To be brief is fine, but to be vastly incomplete could mean that the reader is not getting a necessary foundation in order to understand other philosophers. For example, Sproul takes barely two pages to explain Hegel's theory of thesis/antithesis. He explains that for Hegel, one begins with a thesis from which one derives an antithesis, from which one formulates a synthesis; then the synthesis becomes a new thesis. For the layperson in philosophy, I would (I can only) imagine that this construct would be confusing. Sproul never posits a thesis and antithesis for clarification, but merely provides a graduating graph. The reader is left clueless. On this point, Francis Schaeffer in his book, "Escape from Reason", is a little more helpful.

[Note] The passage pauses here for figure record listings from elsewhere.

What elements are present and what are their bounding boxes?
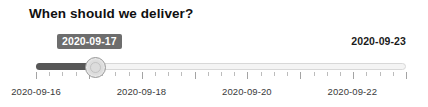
slider-tick <box>36 72 37 79</box>
slider-control[interactable] <box>36 60 406 86</box>
page-title: When should we deliver? <box>29 6 193 21</box>
slider-tick <box>327 72 328 76</box>
axis-label: 2020-09-22 <box>328 86 378 97</box>
slider-handle[interactable] <box>85 57 106 78</box>
slider-tick <box>300 72 301 79</box>
slider-tick <box>314 72 315 76</box>
slider-tick <box>380 72 381 76</box>
slider-tick <box>366 72 367 76</box>
slider-tick <box>181 72 182 76</box>
slider-tick <box>49 72 50 76</box>
slider-tick <box>195 72 196 79</box>
slider-value-badge: 2020-09-17 <box>57 34 122 49</box>
axis-label: 2020-09-16 <box>11 86 61 97</box>
slider-tick <box>287 72 288 76</box>
slider-tick <box>155 72 156 76</box>
axis-label: 2020-09-18 <box>117 86 167 97</box>
slider-tick <box>247 72 248 79</box>
slider-tick <box>261 72 262 76</box>
slider-tick <box>62 72 63 76</box>
slider-tick <box>142 72 143 79</box>
axis-label: 2020-09-20 <box>222 86 272 97</box>
slider-tick <box>340 72 341 76</box>
slider-tick <box>234 72 235 76</box>
slider-tick <box>353 72 354 79</box>
slider-axis-labels: 2020-09-162020-09-182020-09-202020-09-22 <box>0 86 428 104</box>
date-range-slider-widget: When should we deliver? 2020-09-17 2020-… <box>0 0 428 107</box>
slider-tick <box>208 72 209 76</box>
slider-tick <box>274 72 275 76</box>
slider-tick <box>168 72 169 76</box>
slider-tick <box>129 72 130 76</box>
slider-max-label: 2020-09-23 <box>351 34 406 49</box>
slider-tick <box>221 72 222 76</box>
slider-tick <box>406 72 407 79</box>
slider-tick <box>76 72 77 76</box>
slider-tick <box>393 72 394 76</box>
slider-tick <box>115 72 116 76</box>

Why Sproul left John Dewey as a footnote in the last chapter is a mystery to me, as it was John Dewey who nearly single handedly presided over the death of American public education, slowly from the 1920's and 30's to this death in 1965. The Pragmatism philosophy invented by John Dewey is clearly connected to the Existentialism of Hegel, Kierkegaard, Camus and Sartre, and has profoundly influenced American society, particularly the free fall of ethics and morals beginning in the 1960s to the present day. It was Dewey in his 1941 book, "Theory of the Moral Life", maintained that there are two enemies of his beloved "Progressive" Education movement in America, i.e., first, religion in general, and the church in particular with its outmoded creeds, and secondly, parents. He envisioned a society where, in order for students to progress intellectually, that social engineering (public education) will free young people from both religious negative influences and the negative influences of parents. For a brilliant discussion of John Dewey, George Counts and others Doctors of Intellectual Death, read Diane Ravitch's book, "Left Back: A Century of Failed Education Reform." Every parent should own Ravitch's book.
Unfortunately, because Sproul opted for brevity in his introduction to an introduction, the reader is given a fragmented portrait of the history of ideas, their consequences, and their logical outcomes.
I give the book three stars because R.C. Sproul is the author, and a fine one indeed, but I must subtract two stars because the several ideas within are incomplete, and not applied. Stephen Gruber, Ph.D. Prof. Philosophy and History.